In the final part of our maintaining your oil and gas lease when curtailing production series, we review important lease considerations and seven best practices for meeting lease requirements. If you missed part one or part two of the series where we covered four lease clauses, you can read the blogs here:
Important Considerations to Remember Before Looking at any of the Four Clauses
Depending on where you operate, force majeure, shut-in royalties, cessation of production terms, and the Habendum clause will differ. It’s not one size fits all. Remember:
- Read everything within the four corners of your lease. Language can either be broad or narrow,
so be sure to read the printed form and the addendum.
- Oil and gas law varies from state to state.
- Identify all applicable state or federal regulations or orders governing oil and gas activity.
Depending on where you operate, force majeure, shut-in royalties, cessation of production
terms, and the Habendum clause will differ. It’s not one size fits all. Remember:
7 Best Practices for Meeting Lease Requirements
There’s a lot to navigate, but you can be successful in the secondary term with these best practices:
- Establish a workflow with land, production, accounting, and legal groups.
- Prioritize leases based on value and risk.
- Digitize and OCR all leases and contracts.
- Link GIS, accounting, land and marketing systems to monitor shut-ins.
- Review all leases and contracts for key provisions and populate critical requirements into a software monitoring solution.
- For non-operated properties, establish communication with the operator to monitor all wells shut-ins or production cut-backs.
- Consider meeting with an expert managed land service like Cinco. Since the beginning of the year, Cinco has reviewed 20,000+ fee, state, and federal leases for 15 companies from Texas to North Dakota and everywhere in between.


**Work item**: Your output must be the lines below from the line containing "Image is 839x392 pixels." to the line containing "Image is 868x378 pixels.", both lines included, reproduced exactly and without pictures.

Data provided Block Start

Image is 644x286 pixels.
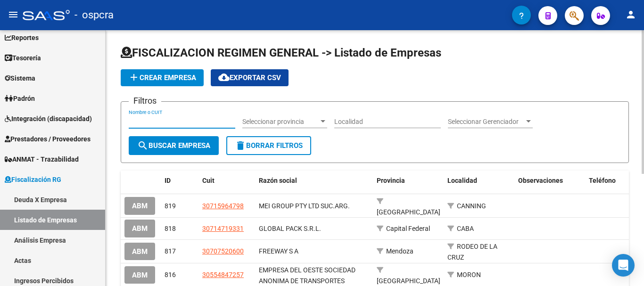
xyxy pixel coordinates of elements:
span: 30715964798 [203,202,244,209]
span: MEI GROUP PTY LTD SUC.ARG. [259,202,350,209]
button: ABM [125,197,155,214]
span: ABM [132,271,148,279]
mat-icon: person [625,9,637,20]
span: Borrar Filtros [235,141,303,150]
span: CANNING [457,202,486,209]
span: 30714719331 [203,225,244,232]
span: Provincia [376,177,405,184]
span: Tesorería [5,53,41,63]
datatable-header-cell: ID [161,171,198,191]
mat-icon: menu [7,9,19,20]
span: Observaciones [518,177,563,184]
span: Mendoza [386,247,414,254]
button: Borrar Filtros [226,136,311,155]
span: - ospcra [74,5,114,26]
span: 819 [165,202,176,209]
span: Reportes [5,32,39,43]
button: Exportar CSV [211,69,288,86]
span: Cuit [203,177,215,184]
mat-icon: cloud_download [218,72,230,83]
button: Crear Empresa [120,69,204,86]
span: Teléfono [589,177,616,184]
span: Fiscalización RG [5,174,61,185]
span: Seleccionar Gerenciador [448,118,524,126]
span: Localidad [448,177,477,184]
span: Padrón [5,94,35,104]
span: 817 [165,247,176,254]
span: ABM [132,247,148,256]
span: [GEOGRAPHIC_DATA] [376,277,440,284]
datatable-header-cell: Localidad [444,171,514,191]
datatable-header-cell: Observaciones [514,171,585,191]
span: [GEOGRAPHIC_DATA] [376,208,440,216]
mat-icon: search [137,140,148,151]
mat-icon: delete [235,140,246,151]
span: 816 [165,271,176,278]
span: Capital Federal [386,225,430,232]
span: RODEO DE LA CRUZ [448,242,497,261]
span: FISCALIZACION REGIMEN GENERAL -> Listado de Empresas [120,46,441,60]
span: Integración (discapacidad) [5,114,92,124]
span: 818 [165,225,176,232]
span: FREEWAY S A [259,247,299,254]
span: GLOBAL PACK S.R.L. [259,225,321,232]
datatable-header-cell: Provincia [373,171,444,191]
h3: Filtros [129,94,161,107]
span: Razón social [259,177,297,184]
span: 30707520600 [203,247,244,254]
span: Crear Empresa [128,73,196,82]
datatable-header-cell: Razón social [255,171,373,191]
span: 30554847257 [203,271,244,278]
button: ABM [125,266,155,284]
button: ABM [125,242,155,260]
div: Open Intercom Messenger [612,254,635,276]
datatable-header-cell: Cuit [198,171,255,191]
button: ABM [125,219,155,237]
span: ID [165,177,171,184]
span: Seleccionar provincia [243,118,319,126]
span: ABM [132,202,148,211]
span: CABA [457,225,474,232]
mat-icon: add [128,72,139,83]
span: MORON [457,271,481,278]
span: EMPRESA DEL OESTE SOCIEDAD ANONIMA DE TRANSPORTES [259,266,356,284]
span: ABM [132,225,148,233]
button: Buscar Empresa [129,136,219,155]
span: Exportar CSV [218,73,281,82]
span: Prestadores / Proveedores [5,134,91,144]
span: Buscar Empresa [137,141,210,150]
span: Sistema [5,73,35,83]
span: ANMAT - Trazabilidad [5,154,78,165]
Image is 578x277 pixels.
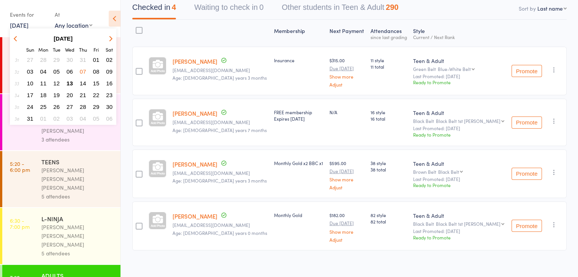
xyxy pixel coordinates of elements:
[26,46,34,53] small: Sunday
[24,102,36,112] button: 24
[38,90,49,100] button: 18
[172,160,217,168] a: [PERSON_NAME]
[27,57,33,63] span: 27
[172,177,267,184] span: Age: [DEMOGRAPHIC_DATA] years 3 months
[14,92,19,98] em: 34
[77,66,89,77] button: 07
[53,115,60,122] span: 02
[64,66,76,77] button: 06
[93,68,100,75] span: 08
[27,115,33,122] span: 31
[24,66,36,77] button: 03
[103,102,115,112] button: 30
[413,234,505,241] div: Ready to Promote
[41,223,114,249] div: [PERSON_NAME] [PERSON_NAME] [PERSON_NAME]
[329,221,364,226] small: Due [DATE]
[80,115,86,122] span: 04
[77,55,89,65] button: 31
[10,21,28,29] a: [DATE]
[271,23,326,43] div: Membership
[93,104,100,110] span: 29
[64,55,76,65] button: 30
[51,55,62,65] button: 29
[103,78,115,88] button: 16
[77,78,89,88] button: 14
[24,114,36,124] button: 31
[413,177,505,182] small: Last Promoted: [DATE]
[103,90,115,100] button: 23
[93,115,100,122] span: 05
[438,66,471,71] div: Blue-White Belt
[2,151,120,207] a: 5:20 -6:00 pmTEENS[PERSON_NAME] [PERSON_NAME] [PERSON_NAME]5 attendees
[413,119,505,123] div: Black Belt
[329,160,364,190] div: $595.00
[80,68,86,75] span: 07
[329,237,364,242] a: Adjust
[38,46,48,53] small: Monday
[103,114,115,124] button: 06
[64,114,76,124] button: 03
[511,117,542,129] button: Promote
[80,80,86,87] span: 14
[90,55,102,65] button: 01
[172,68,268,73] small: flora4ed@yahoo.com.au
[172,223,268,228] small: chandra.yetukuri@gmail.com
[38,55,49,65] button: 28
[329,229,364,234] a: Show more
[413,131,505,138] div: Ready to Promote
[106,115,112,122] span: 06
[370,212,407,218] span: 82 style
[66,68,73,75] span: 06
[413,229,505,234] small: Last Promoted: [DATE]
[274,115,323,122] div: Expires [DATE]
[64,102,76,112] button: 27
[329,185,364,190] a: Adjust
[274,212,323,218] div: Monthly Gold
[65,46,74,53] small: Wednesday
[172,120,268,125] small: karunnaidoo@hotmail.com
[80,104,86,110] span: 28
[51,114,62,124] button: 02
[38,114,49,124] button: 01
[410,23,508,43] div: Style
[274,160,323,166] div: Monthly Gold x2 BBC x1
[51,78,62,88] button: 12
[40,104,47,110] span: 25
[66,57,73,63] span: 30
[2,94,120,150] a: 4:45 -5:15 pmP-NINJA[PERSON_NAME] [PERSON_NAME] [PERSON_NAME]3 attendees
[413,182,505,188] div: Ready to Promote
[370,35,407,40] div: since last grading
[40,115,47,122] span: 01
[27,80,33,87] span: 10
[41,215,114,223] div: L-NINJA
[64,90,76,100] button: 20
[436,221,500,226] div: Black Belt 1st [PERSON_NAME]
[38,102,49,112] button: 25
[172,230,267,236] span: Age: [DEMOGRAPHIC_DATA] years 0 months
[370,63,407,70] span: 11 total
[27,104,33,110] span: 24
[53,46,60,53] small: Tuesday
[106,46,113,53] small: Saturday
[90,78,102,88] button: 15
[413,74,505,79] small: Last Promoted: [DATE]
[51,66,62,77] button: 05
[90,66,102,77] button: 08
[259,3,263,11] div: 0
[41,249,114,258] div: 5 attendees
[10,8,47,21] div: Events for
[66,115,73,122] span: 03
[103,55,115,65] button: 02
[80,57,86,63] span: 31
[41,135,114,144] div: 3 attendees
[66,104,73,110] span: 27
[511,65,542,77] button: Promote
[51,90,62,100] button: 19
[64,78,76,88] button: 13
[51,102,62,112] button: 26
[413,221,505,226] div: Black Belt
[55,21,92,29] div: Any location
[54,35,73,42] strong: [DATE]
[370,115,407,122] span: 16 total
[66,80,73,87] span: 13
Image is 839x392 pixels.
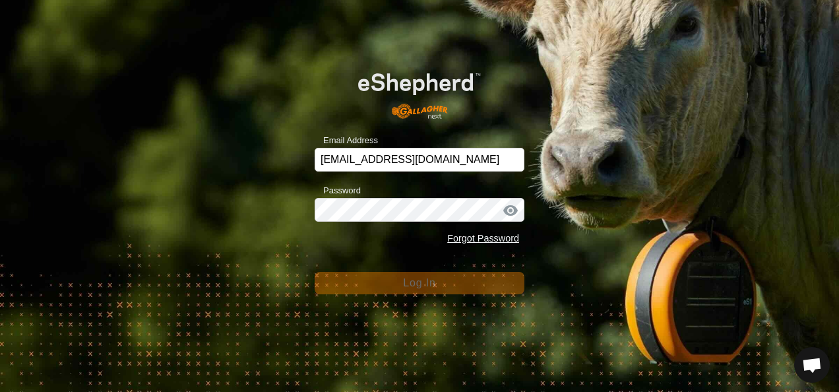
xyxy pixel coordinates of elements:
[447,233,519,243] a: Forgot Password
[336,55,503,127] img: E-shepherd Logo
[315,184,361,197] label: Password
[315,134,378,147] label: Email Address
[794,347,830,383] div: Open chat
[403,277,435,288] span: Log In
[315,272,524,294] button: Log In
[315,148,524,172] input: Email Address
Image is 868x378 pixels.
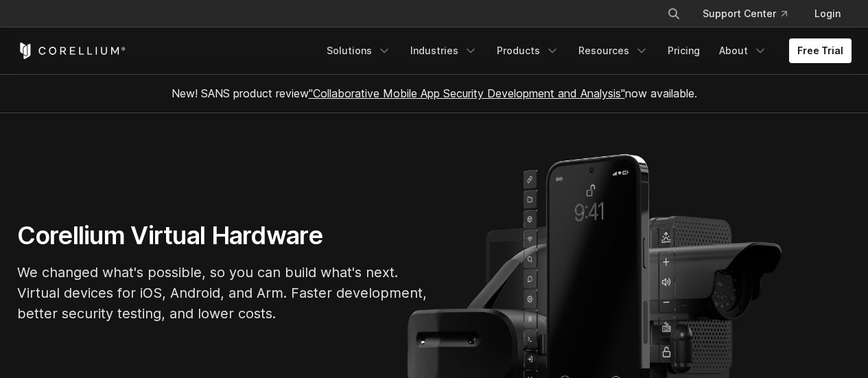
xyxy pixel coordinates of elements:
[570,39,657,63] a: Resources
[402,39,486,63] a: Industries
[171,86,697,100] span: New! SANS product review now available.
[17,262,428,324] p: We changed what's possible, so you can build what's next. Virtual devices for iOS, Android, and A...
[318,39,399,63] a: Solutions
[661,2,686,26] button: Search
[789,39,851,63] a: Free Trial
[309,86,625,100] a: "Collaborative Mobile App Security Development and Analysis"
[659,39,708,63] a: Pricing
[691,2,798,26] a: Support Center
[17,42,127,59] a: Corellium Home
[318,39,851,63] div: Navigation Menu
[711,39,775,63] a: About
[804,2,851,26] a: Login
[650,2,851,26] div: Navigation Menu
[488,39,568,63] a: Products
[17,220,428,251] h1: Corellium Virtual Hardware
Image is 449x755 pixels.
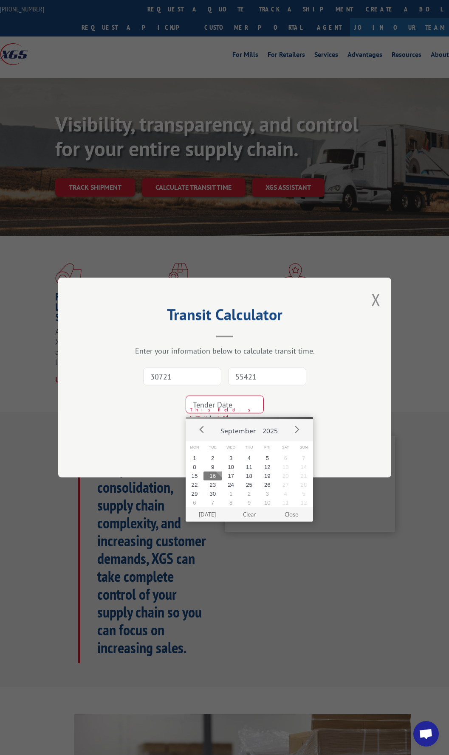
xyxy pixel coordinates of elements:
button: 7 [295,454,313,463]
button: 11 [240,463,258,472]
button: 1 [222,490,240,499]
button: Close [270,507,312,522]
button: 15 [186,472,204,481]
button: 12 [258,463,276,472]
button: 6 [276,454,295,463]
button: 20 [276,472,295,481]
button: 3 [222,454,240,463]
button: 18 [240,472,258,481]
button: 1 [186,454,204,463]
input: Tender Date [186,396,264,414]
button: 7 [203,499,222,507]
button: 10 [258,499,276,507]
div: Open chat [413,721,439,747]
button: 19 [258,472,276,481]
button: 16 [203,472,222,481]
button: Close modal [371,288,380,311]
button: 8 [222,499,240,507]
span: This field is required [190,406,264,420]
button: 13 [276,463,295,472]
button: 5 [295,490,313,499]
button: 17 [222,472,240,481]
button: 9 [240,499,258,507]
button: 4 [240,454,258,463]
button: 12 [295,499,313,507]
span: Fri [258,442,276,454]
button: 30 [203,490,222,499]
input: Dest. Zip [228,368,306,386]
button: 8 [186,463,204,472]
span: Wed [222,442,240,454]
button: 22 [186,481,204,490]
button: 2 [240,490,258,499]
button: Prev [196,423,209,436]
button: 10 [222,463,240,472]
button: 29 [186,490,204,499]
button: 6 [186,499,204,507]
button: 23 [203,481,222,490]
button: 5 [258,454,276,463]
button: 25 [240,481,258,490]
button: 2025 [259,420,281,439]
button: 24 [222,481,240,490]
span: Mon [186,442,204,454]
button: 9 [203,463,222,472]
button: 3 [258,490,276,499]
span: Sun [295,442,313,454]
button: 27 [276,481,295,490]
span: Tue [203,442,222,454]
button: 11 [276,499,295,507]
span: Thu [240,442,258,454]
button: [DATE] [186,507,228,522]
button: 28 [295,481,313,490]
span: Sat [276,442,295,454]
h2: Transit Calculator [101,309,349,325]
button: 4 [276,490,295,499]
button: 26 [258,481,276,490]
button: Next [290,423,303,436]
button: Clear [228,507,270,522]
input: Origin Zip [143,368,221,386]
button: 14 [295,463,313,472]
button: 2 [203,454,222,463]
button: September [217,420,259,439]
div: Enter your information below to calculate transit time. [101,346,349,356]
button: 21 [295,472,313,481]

Data provided Block End

**Completed task**:
Image is 839x392 pixels.
xyxy pixel coordinates of elements:
[447,233,519,243] a: Forgot Password
[336,55,503,127] img: E-shepherd Logo
[315,184,361,197] label: Password
[315,134,378,147] label: Email Address
[794,347,830,383] div: Open chat
[403,277,435,288] span: Log In
[315,272,524,294] button: Log In
[315,148,524,172] input: Email Address
Image is 868x378 pixels.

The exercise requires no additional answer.